Letter 15

RothariPope John IV|c. 641 AD|epistulae langobardorum|From Pavia
From: Rothari, King of the Lombards
To: Pope John IV
Date: ~641 AD
Context: The greatest of the Lombard kings — an Arian who codified Lombard law — writes to Rome on ecclesiastical matters, showing the pragmatic relationship between the Lombard court and the papacy.

Rothari, king of the Lombards, to the most holy Bishop John.

I write to you in the spirit of the correspondence that has existed between the Lombard kings and the bishops of Rome for the past three generations, which I regard as useful to both parties even when we do not agree on all things.

The specific matter: I have been informed that several bishops in the territory under my governance have been in correspondence with Rome about appointments and canonical matters without informing my court. I want to be clear that I have no objection to this correspondence as such — it is normal for Catholic bishops to be in communication with the Roman see. What I ask is that when such correspondence touches on matters that have civil implications — appointments, property, relations with other kingdoms — my court is informed.

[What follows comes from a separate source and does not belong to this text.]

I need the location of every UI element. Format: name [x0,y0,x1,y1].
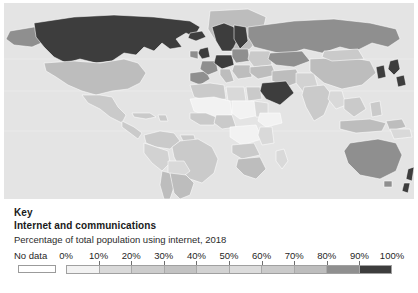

This is not a claim to control the church's internal affairs. I govern a diverse kingdom that includes both Arian Lombards and Catholic Romans, and I have found it possible to do so only by maintaining clear boundaries about what is each party's business. The Catholic church's spiritual authority over its own members is real and I respect it. I ask only that it respect the civil authority's legitimate interests in turn.

I write in good faith and ask for a response in the same spirit.

Rothari, king

Modern English rendering for readability. See the 19th-century translation or original Latin/Greek for scholarly use.